Sunday 25 September 2016

The new Money Market Mutual Fund rules.


A recent Brookings Institution article by Robert Pozen entitled “US money market reforms: the gain isn't worth the pain…” criticises the new rules for MMMFs.
 

First some background. MMMFs are institutions which seem to be more popular in the US than elsewhere, and they accept deposits and invest only in relatively safe bonds: bonds issued by blue chip corporations, cities, the US government etc. Before the crisis which started in 2007/8 MMMFs promised depositors they’d return $X to depositors for every $X deposited. And that is very much the promise that ordinary banks make to depositors.

Now there’s a glaring anomaly in that promise, or perhaps “fraud” would be a better word: the promise effectively means saying depositors’ money is totally safe. But the mere fact that the money is loaned out means the money is quite clearly NOT totally safe. As Adam Levitin (professor of banking law) put it in the first sentence of the abstract of his paper “Safe Banking”, “Banking is based on two fundamentally irreconcilable functions: safekeeping of deposits and relending of deposits. Safekeeping is meant to be a risk-free function, but using deposits to fund loans inevitably poses risk to deposits, thereby undermining the safekeeping function.”
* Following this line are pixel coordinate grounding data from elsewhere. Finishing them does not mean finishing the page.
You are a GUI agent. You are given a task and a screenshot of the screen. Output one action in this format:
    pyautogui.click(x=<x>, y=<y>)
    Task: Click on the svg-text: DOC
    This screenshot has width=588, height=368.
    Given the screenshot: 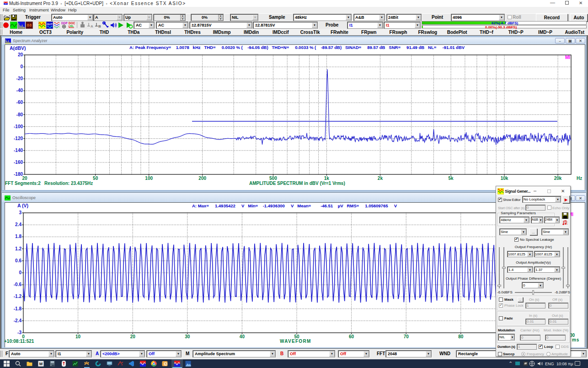 What is the action you would take?
    pyautogui.click(x=72, y=23)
In short, the basic promise made by MMMFs prior to the new rules was a “have your cake and eat it” promise: you allegedly get the advantage of total safety, while reaping the advantage of taking a risk. That’s just plain, simple fraud. It’s a Ponzi scheme, sort of.

Now if you remove that “too good to be true” offer, then clearly interest rates will rise, which is basically what Pozen complains about. But what he doesn’t mention is that whenever interest rates change, the losses by one lot of people are exactly matched by gains for another lot. E.g. when interest rates rise, the above mentioned cities and corporations pay more interest, but against that, savers (pensioners in particular) will gain. So on the face of it, it’s a wash: there is no overall gain or loss. Well not quite.
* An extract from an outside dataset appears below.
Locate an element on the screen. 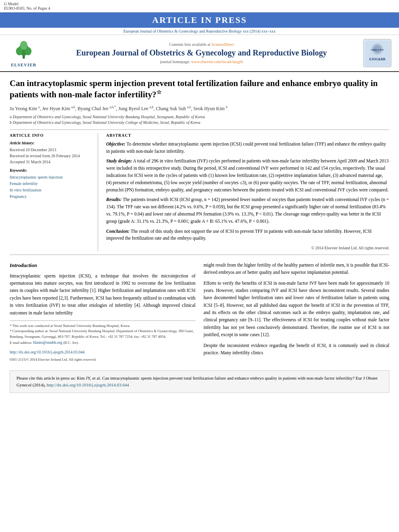 Image resolution: width=399 pixels, height=532 pixels. keyword-3: In vitro fertilization is located at coordinates (51, 190).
It all depends on what the OPTIMUM rate of interest is, and I suggest the optimum rate is the rate that prevails in a free market: in particular, what might be called an “honest free market”. That’s a market where “have your cake and eat it” and “too good to be true” promises are outlawed.


Runs.

Another problem with the “too good to be true” offer made by banks and MMMFs is that it encourages runs in times of trouble.

That is, as long as everything seems to be OK, depositors can have their cake and eat it: they’re guaranteed their money back at the same time as undertaking the risk involved in lending. But as soon as trouble looms, well you might as well get out before the bank closes its doors, or the MMMF announces it has to break the buck.

Those sort of runs are disruptive: the 2007/8 crisis was to a significant extent a run on shadow banks.

In contrast, if depositors’ stakes in an MMMF vary with the value of the underlying assets / loans, then as soon as it looks like those assets have fallen in value by Y%, the value of the latter stakes fall by about Y% as well. So there’s no point in running.

When BP made a nasty mess in the Gulf a few years ago, it was immediately obvious BP would have to pay billions by way of fines and compensation to fishermen and others adversely affected. But there wasn’t a run on BP shares because the shares were marked down before anyone had a chance to run, apart maybe from a few insiders actually working near the relevant BP rig in the Gulf who had information about the disaster an hour or two before others.